It’s election season again; a season I despise but am obsessed with nonetheless. Since I’m sure you’ve seen the title of this essay, you are probably confused, especially since this is being published on an anarchist website. But bear with me here as I explain.
When the Mises Caucus took over the Libertarian Party, I, like many people, left. Now I have never been particularly attached to electoral politics in the first place, seeing voting as primarily a tool to wield defensively; only able to keep away the worst fascists rather than provide a real avenue for change. I joined the LP not because I saw it as a valid means of achieving electoral change or even a viable defensive vote, but because I realized that electoralism could provide something else: a soapbox.
The LP wasn’t created to win elections, but to share libertarian and anarchist ideals to a mass audience whose main interaction to politics was electoralism, and show them that there are non-state alternatives that can be achieved by means other than voting. The LP ran candidates to soapbox ideas with no dillusions of actually winning, but on the off chance they did, they planned to dismantle as much as possible before leaving office. A worthy goal, but one that was sadly derailed as some pushed it to be a more serious vehicle for electoral politics.
I, however, joined to help those fighting to bring the party back to its roots. As such, I helped to cofound the Libertarian Socialist Caucus of the LP as a platform to soapbox libertarian socialist ideas to a largely libertarian capitalist audience, and became a bootlicker for Vermin Supreme’s 2020 presidential campaign as a means to soapbox libertarian socialist ideas to an even larger national and international audience. And both saw amazing success in those efforts, with the LSC quickly becoming one of the fastest growing caucuses in the LP and Team Supreme signing up more people to the LP than any other campaign in the race.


=== Problem description ===
Nothing but the records themselves, exactly as written, should appear in the reply; leave out the pictures.

Figure record listings:

*****

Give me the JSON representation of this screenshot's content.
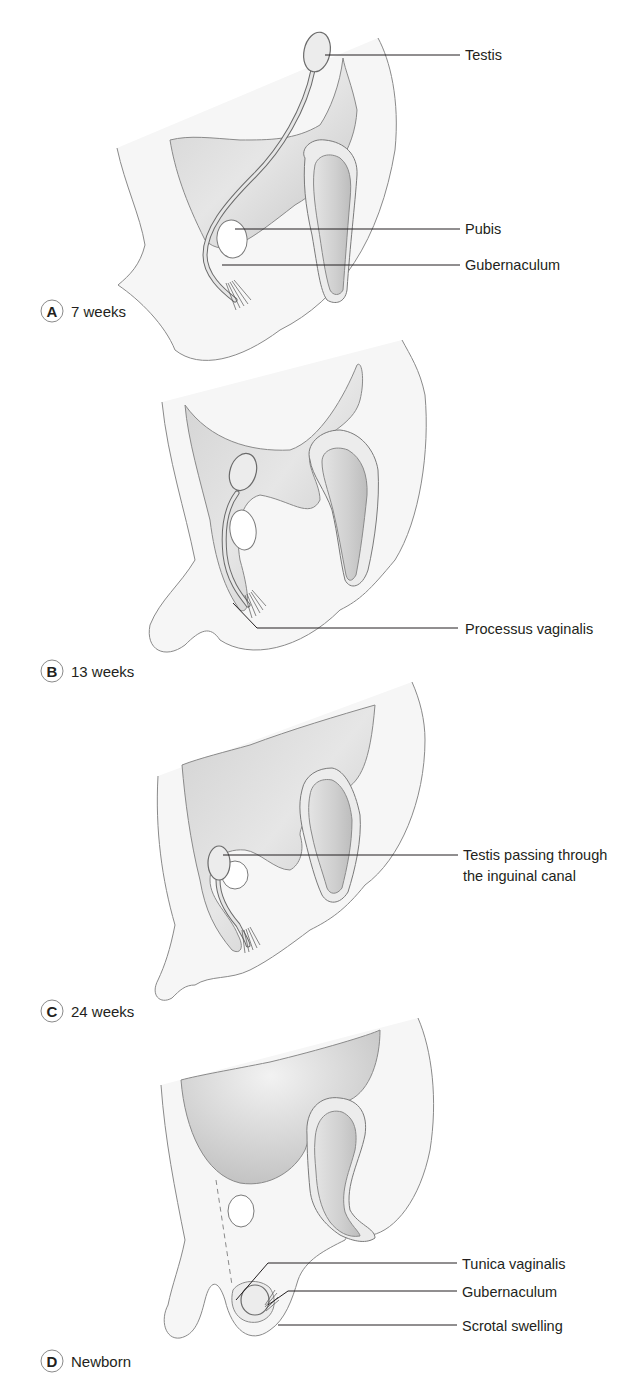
{
  "figure": {
    "panels": [
      {
        "letter": "A",
        "stage": "7 weeks",
        "labels": [
          {
            "text": "Testis"
          },
          {
            "text": "Pubis"
          },
          {
            "text": "Gubernaculum"
          }
        ]
      },
      {
        "letter": "B",
        "stage": "13 weeks",
        "labels": [
          {
            "text": "Processus vaginalis"
          }
        ]
      },
      {
        "letter": "C",
        "stage": "24 weeks",
        "labels": [
          {
            "line1": "Testis passing through",
            "line2": "the inguinal canal"
          }
        ]
      },
      {
        "letter": "D",
        "stage": "Newborn",
        "labels": [
          {
            "text": "Tunica vaginalis"
          },
          {
            "text": "Gubernaculum"
          },
          {
            "text": "Scrotal swelling"
          }
        ]
      }
    ],
    "colors": {
      "text": "#231f20",
      "outline": "#8a8a8a",
      "fill_light": "#f6f6f6",
      "fill_dark": "#c9c9c9"
    }
  }
}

*****

=== Expected output ===
Give me the JSON representation of this screenshot's content.
{
  "figure": {
    "panels": [
      {
        "letter": "A",
        "stage": "7 weeks",
        "labels": [
          {
            "text": "Testis"
          },
          {
            "text": "Pubis"
          },
          {
            "text": "Gubernaculum"
          }
        ]
      },
      {
        "letter": "B",
        "stage": "13 weeks",
        "labels": [
          {
            "text": "Processus vaginalis"
          }
        ]
      },
      {
        "letter": "C",
        "stage": "24 weeks",
        "labels": [
          {
            "line1": "Testis passing through",
            "line2": "the inguinal canal"
          }
        ]
      },
      {
        "letter": "D",
        "stage": "Newborn",
        "labels": [
          {
            "text": "Tunica vaginalis"
          },
          {
            "text": "Gubernaculum"
          },
          {
            "text": "Scrotal swelling"
          }
        ]
      }
    ],
    "colors": {
      "text": "#231f20",
      "outline": "#8a8a8a",
      "fill_light": "#f6f6f6",
      "fill_dark": "#c9c9c9"
    }
  }
}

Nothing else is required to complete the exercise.